April issue 2011

By | Editorial | News & Politics | Opinion | Published 13 years ago

Cover-finalOn March 30, Pakistan slipped into a time warp. For that brief moment, as the green and white flag fluttered on roofs across the country, the quiver was felt in the Muslim, Christian, Hindu, Sikh and Parsi hearts of every man, woman and child in the country — and in their diaspora around the globe. And they went, they went to their mosques, to their churches, to their temples and other places of worship, to pray the same prayer. That day neither religion, nor caste, nor creed had anything to do with the business of the state. Cricket had gripped the collective consciousness of a nation, and perhaps as never before, certainly not in recent memory, the nation sang its anthem in one voice. On March 30, the past was not another country.

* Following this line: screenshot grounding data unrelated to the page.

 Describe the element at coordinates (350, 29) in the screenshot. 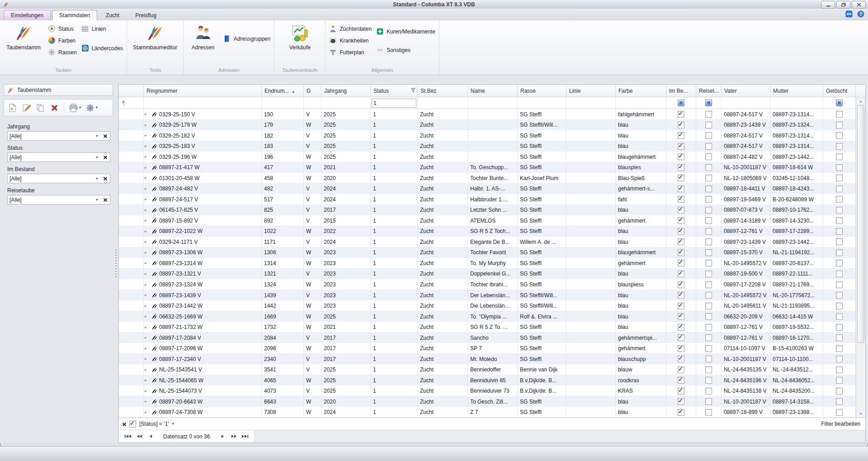

I see `zuechterdaten-button: Züchterdaten` at that location.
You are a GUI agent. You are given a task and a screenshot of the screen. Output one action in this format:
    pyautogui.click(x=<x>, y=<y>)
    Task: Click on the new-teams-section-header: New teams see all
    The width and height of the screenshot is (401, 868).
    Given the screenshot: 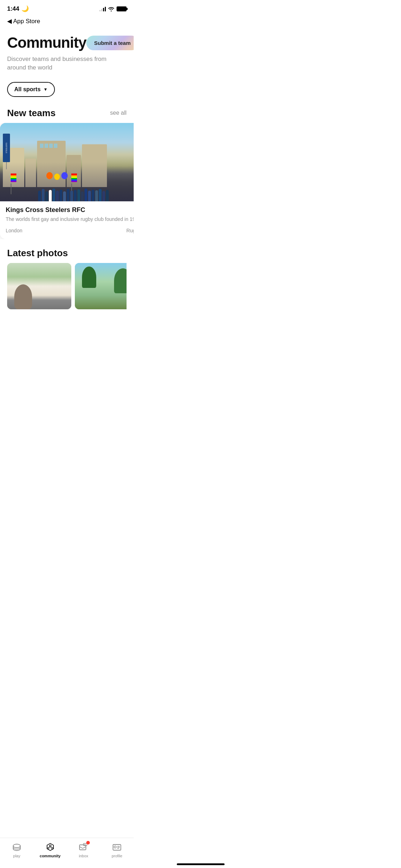 What is the action you would take?
    pyautogui.click(x=67, y=113)
    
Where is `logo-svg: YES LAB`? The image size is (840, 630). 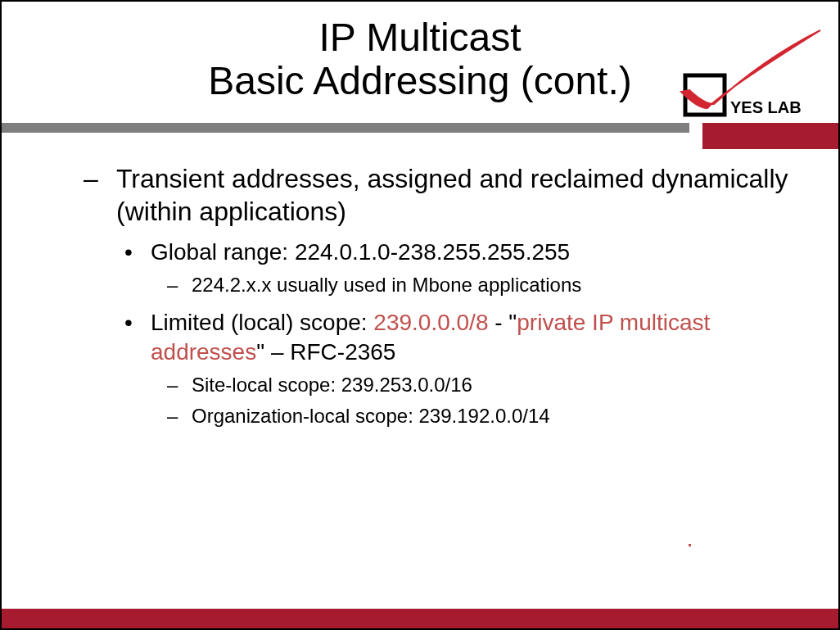
logo-svg: YES LAB is located at coordinates (743, 75).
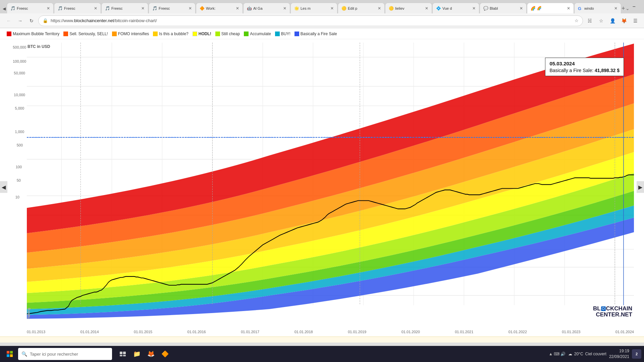 The height and width of the screenshot is (362, 644). I want to click on taskbar-clock: 19:19 22/09/2021, so click(619, 354).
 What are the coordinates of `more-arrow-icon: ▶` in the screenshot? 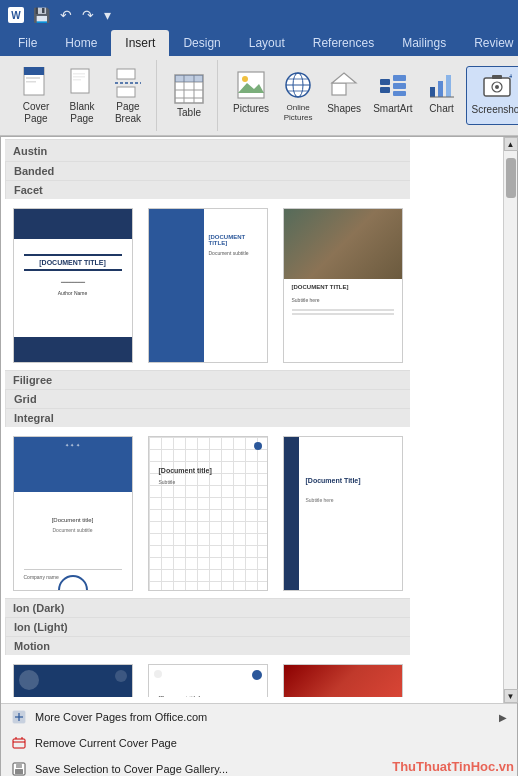 It's located at (503, 718).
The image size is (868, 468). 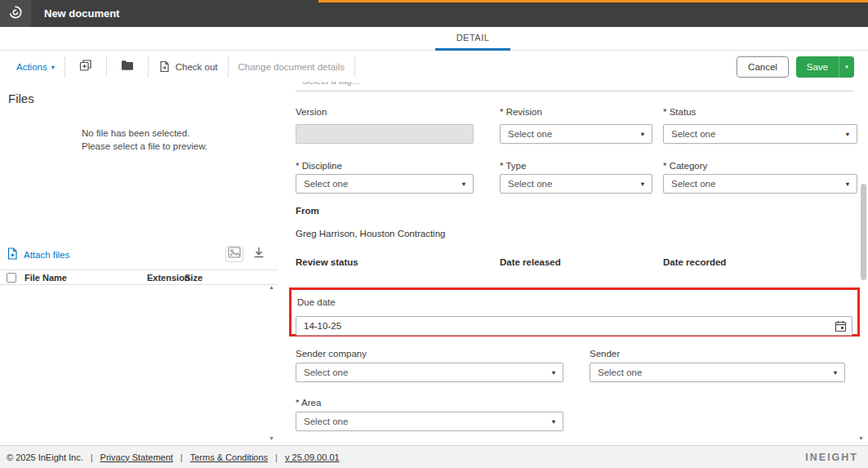 What do you see at coordinates (385, 184) in the screenshot?
I see `discipline-select: Select one ▼` at bounding box center [385, 184].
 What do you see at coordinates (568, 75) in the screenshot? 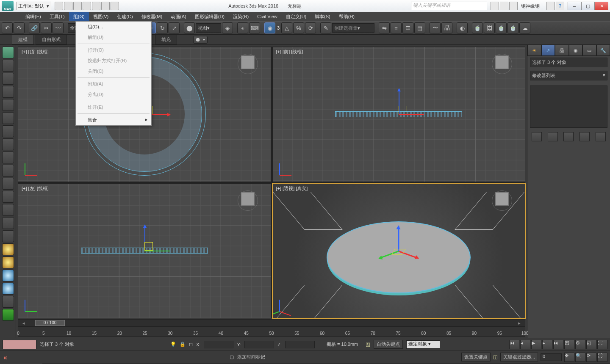
I see `modifier-list-dropdown: 修改器列表▾` at bounding box center [568, 75].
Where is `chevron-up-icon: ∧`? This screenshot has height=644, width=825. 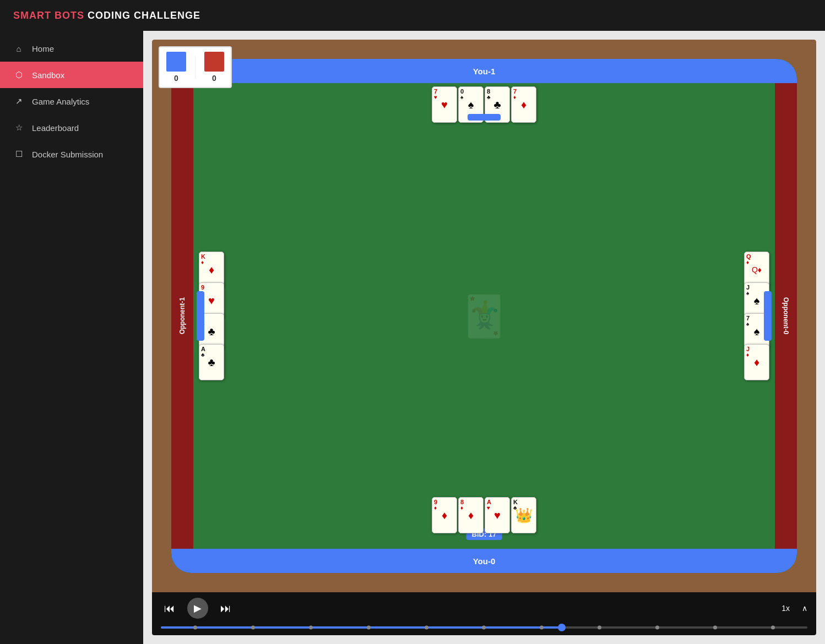 chevron-up-icon: ∧ is located at coordinates (805, 608).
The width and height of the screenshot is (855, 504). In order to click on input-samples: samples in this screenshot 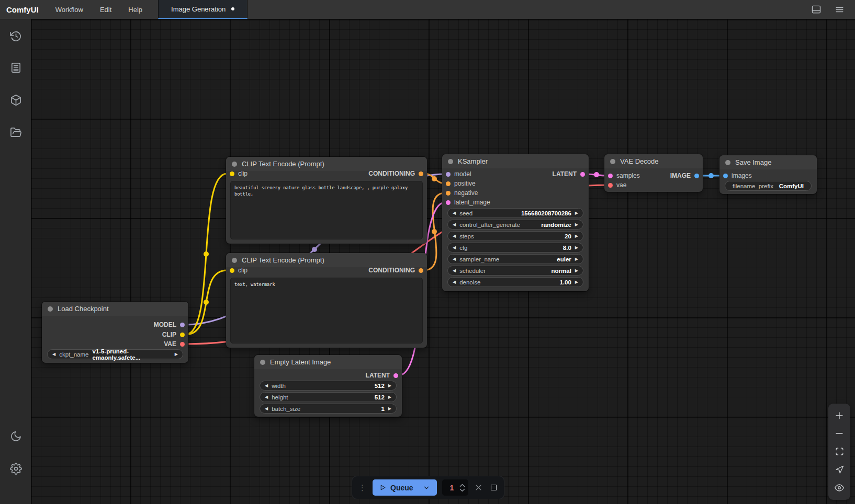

March 31: “Suicide bomber… 10 killed” — just another headline in just another day of business as usual. Welcome to the real world.

Here inflation skyrockets, prices soar. Only human life is cheap. Forty-three Baloch miners die in an explosion — it’s barely a blip on the radar. Eighty-four perish in drone attacks — yesterday’s news. Fatalities from terrorist attacks hover around the 160 mark. And Karachi’s killing streets claim their 200th victim.

And all this just in the month of March.

Meanwhile, a bemused, benumbed public retreats further into its ivory towers and areas of darkness, ceding space — and by its silence, voice — to the virulently vocal minority that increasingly holds a nation hostage. Today the streets belong only to those who can muster the numbers, and the two largest platforms for public discourse and debate are the pulpit and large swathes of the electronic media. And increasingly, ominously, given the overlapping world views emanating from each, the twain seem to have met.

Ironic then, the hush after the huge crescendo of protest echoed by both in the case of Raymond Davis. Was this because neither national sovereignty nor honour could counter the demand to back down by the religious right’s biggest patron? Certainly, that the deal was sealed, signed and delivered by the Saudi government is not a secret.

Or was it merely that the self-styled custodians of Pakistan‘s morality had been hoist by their own petard: ‘justice’ had been served in consonance with the Shariah laws they so vociferously demand.

The question that arises then: has a precedent been set? Between increasing cases of vigilantism and a growing recourse to Shariah laws for the adjudication of cases, are civil courts becoming redundant? For that matter, has a Rubicon been crossed?

Certainly, events of the past few months have been a watershed in the country’s life. It is time to decide: whose Pakistan is it anyway?


The April 2011 issue of Newsline is available at newsstands and bookstores across Pakistan.